What is Few-Shot Learning?
Few-shot learning enables ML models to learn new tasks from only a handful of examples. It addresses scenarios where labeled data is scarce or expensive to obtain, making AI more practical for specialized and emerging applications.
workBrowse Machine Learning JobsFew-shot learning is motivated by the contrast between human and machine learning: humans can often learn new concepts from just one or two examples, while traditional ML models require thousands. Few-shot methods aim to bridge this gap by leveraging prior knowledge, meta-learning strategies, or large pre-trained models.
Meta-learning ("learning to learn") trains models across many related tasks so they can quickly adapt to new ones. Model-Agnostic Meta-Learning (MAML) learns an initialization that can be fine-tuned with just a few gradient steps on a new task. Prototypical Networks learn to classify by computing distances to class prototypes in an embedding space. Matching Networks use attention over support examples to classify query examples.
Large language models have transformed few-shot learning through in-context learning. By providing a few input-output examples in the prompt, LLMs like GPT-4 and Claude can perform new tasks without any gradient updates. This capability emerges from pre-training on diverse data and is one of the most practically useful features of modern LLMs. It enables rapid prototyping and deployment of NLP solutions without task-specific training data or fine-tuning.
In computer vision, few-shot approaches include metric learning (comparing new images to a few examples), data augmentation from limited examples, and leveraging large pre-trained vision models for feature extraction. Few-shot and zero-shot capabilities are increasingly important criteria when evaluating foundation models for practical applications.
How Few-Shot Learning Works
Few-shot learning methods either train models to be good at learning from few examples (meta-learning), use pre-trained representations that generalize well, or leverage in-context learning in large models. The common thread is using prior knowledge to compensate for limited task-specific data.
trending_upCareer Relevance
Few-shot learning is highly relevant for practitioners deploying AI in specialized domains where data is limited. Understanding few-shot approaches, in-context learning, and when to use them versus fine-tuning is valuable for ML engineers and AI application developers.
See Machine Learning jobsarrow_forwardFrequently Asked Questions
How does few-shot learning relate to in-context learning?
In-context learning is a form of few-shot learning specific to large language models, where examples are provided in the prompt. Meta-learning approaches like MAML are different few-shot methods that involve actual gradient updates on the few examples.
When should I use few-shot vs fine-tuning?
Use few-shot/in-context learning for rapid prototyping, diverse tasks, or when you have very few examples. Use fine-tuning when you have more data and need consistent, optimized performance on a specific task.
Is few-shot learning knowledge important for AI careers?
Yes. As AI moves into specialized domains with limited data, few-shot capabilities become increasingly important. Understanding these methods is valuable for AI application developers and ML engineers.
Related Terms
- arrow_forwardIn-Context Learning
In-context learning (ICL) is the ability of large language models to perform new tasks by receiving examples directly in the prompt, without any parameter updates. It is one of the most powerful emergent capabilities of large-scale LLMs.
- arrow_forwardTransfer Learning
Transfer learning is a technique where knowledge gained from training on one task is applied to a different but related task. It is the foundation of the pre-train and fine-tune paradigm that makes modern AI practical for the vast majority of applications.
- arrow_forwardFine-Tuning
Fine-tuning is the process of taking a pre-trained model and adapting it to a specific task or domain by training on task-specific data. It is a cornerstone technique in modern AI that enables efficient specialization of foundation models.
- arrow_forwardZero-Shot Learning
Zero-shot learning enables models to perform tasks they were never explicitly trained on, without seeing any examples. Large language models achieve this through their broad pre-training, while specialized methods use auxiliary information like class descriptions to bridge unseen categories.
- arrow_forwardLarge Language Model
A large language model (LLM) is a neural network with billions of parameters trained on vast text corpora to understand and generate human language. LLMs like GPT-4, Claude, Gemini, and LLaMA power conversational AI, code generation, and a wide range of language tasks.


=== Action item ===
An exact copy is required of the lines running from the one that contains "Image resolution: width=1086" to the end of the material, both ends included, with pictures omitted.
** Input data follows **
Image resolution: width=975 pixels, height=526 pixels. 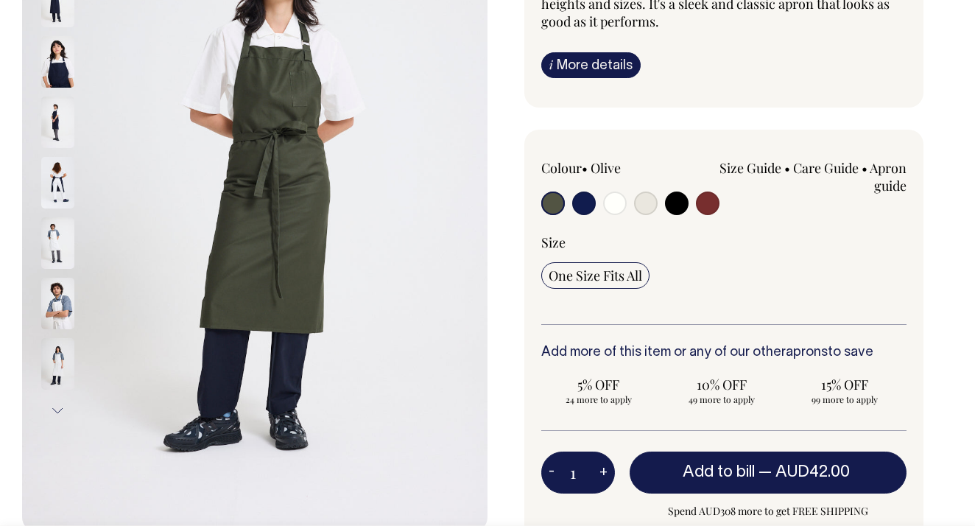 What do you see at coordinates (768, 472) in the screenshot?
I see `button: Add to bill —AUD42.00` at bounding box center [768, 472].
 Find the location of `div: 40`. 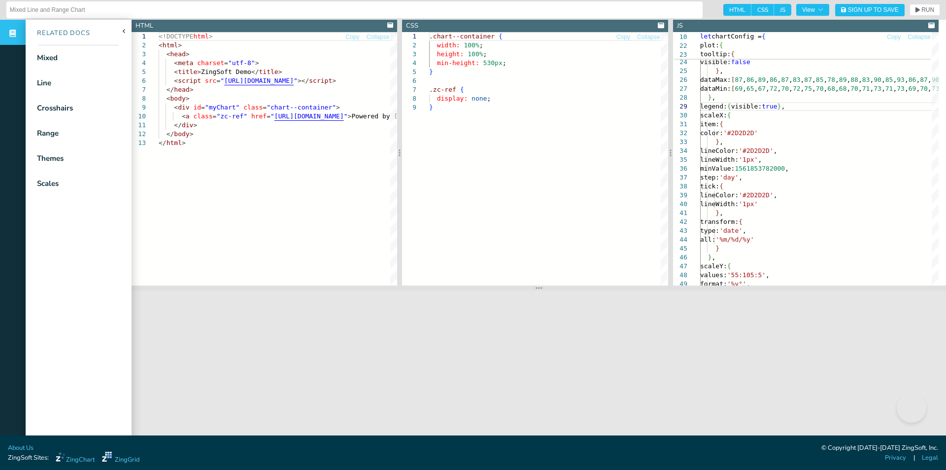

div: 40 is located at coordinates (680, 204).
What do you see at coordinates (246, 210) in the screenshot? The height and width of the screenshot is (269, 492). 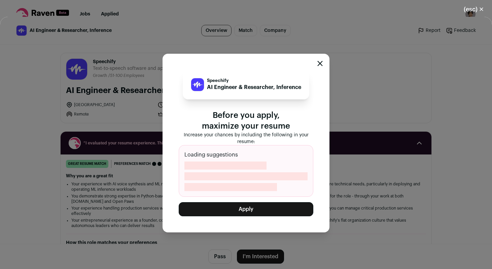 I see `button: Apply` at bounding box center [246, 210].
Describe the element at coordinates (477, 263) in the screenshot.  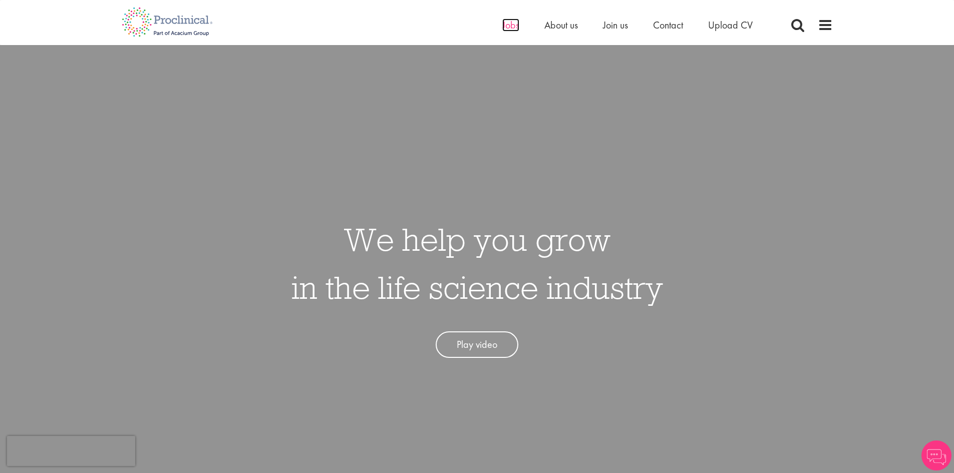
I see `h1: We help you grow in the life science industry` at that location.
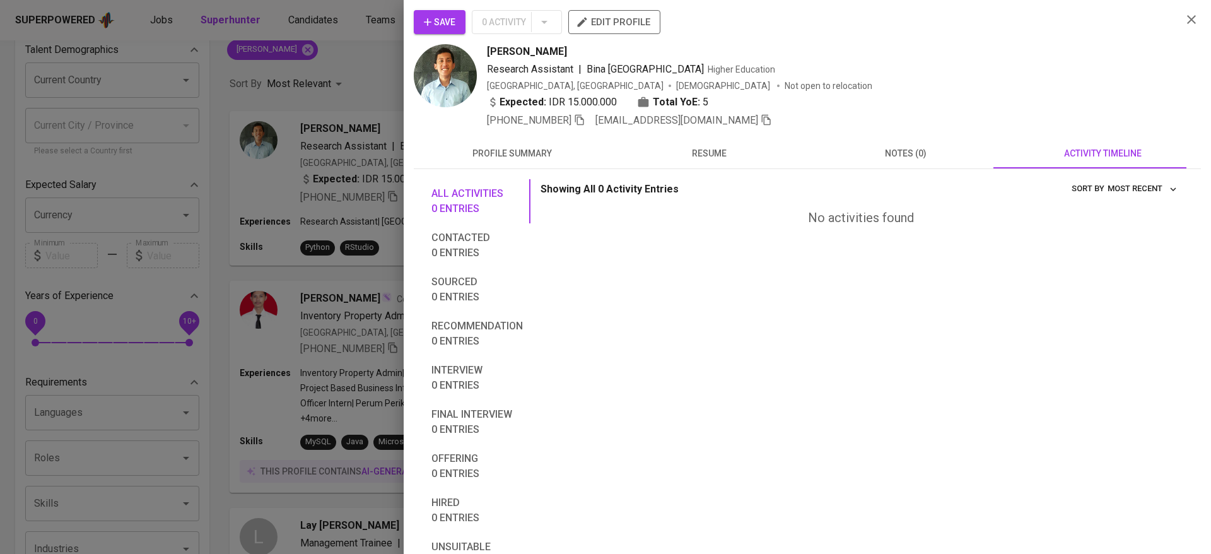 The height and width of the screenshot is (554, 1211). Describe the element at coordinates (705, 102) in the screenshot. I see `span: 5` at that location.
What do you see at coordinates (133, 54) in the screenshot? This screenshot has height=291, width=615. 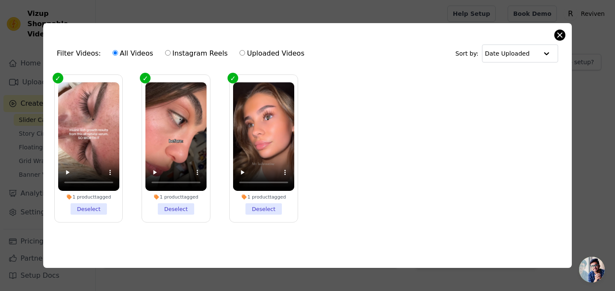 I see `label: All Videos` at bounding box center [133, 54].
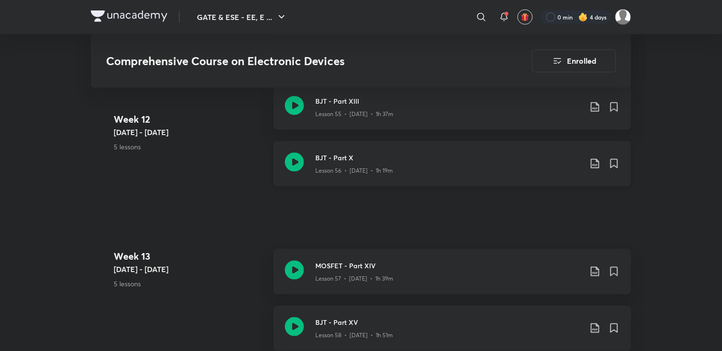 The image size is (722, 351). What do you see at coordinates (242, 17) in the screenshot?
I see `button: GATE & ESE - EE, E ...` at bounding box center [242, 17].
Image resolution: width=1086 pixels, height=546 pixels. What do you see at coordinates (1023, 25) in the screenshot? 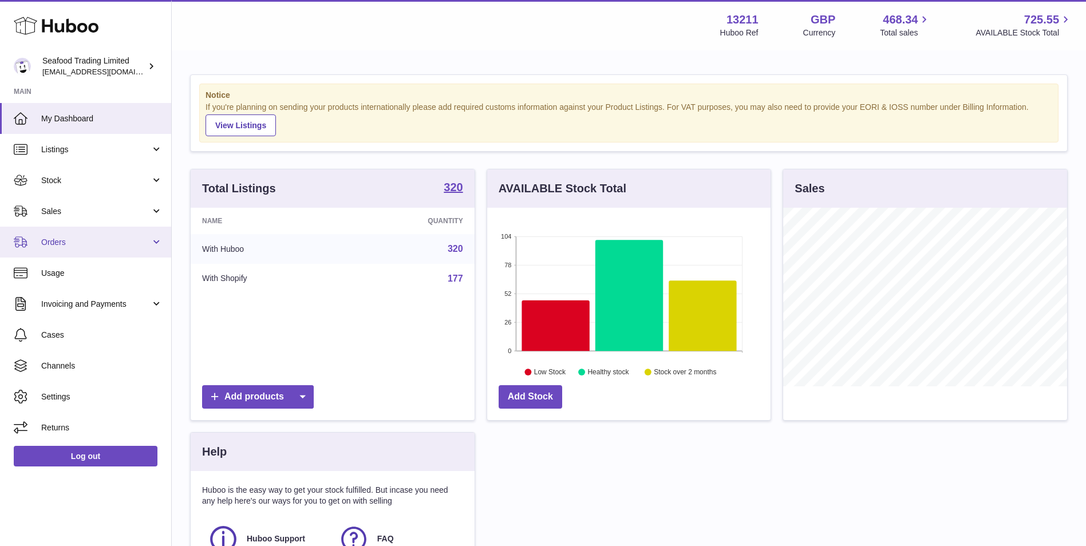
I see `a: 725.55 AVAILABLE Stock Total` at bounding box center [1023, 25].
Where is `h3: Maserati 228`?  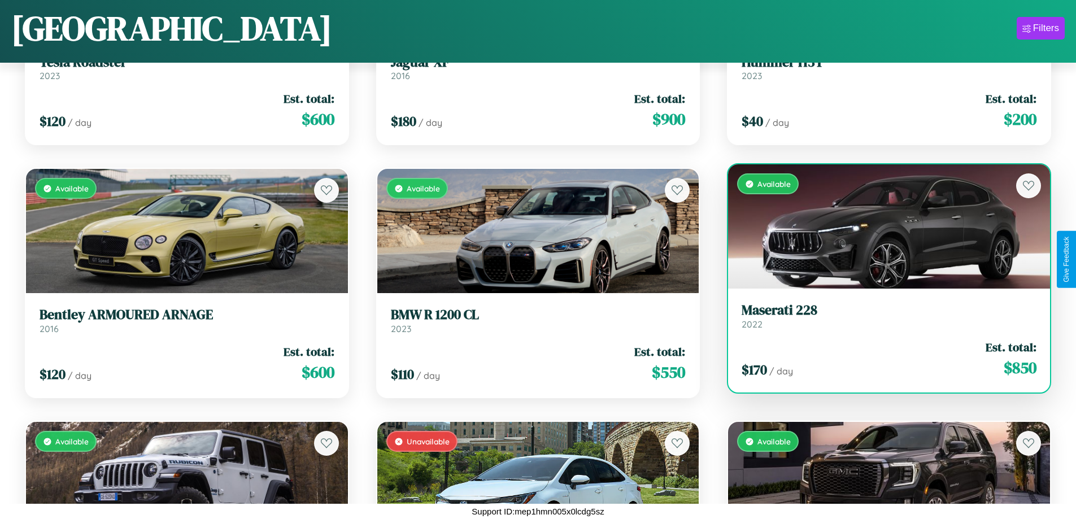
** End of Input data **
=== Completed task ===
Image resolution: width=1086 pixels, height=546 pixels. What do you see at coordinates (1023, 25) in the screenshot? 
I see `a: 725.55 AVAILABLE Stock Total` at bounding box center [1023, 25].
Where is `h3: Maserati 228`?  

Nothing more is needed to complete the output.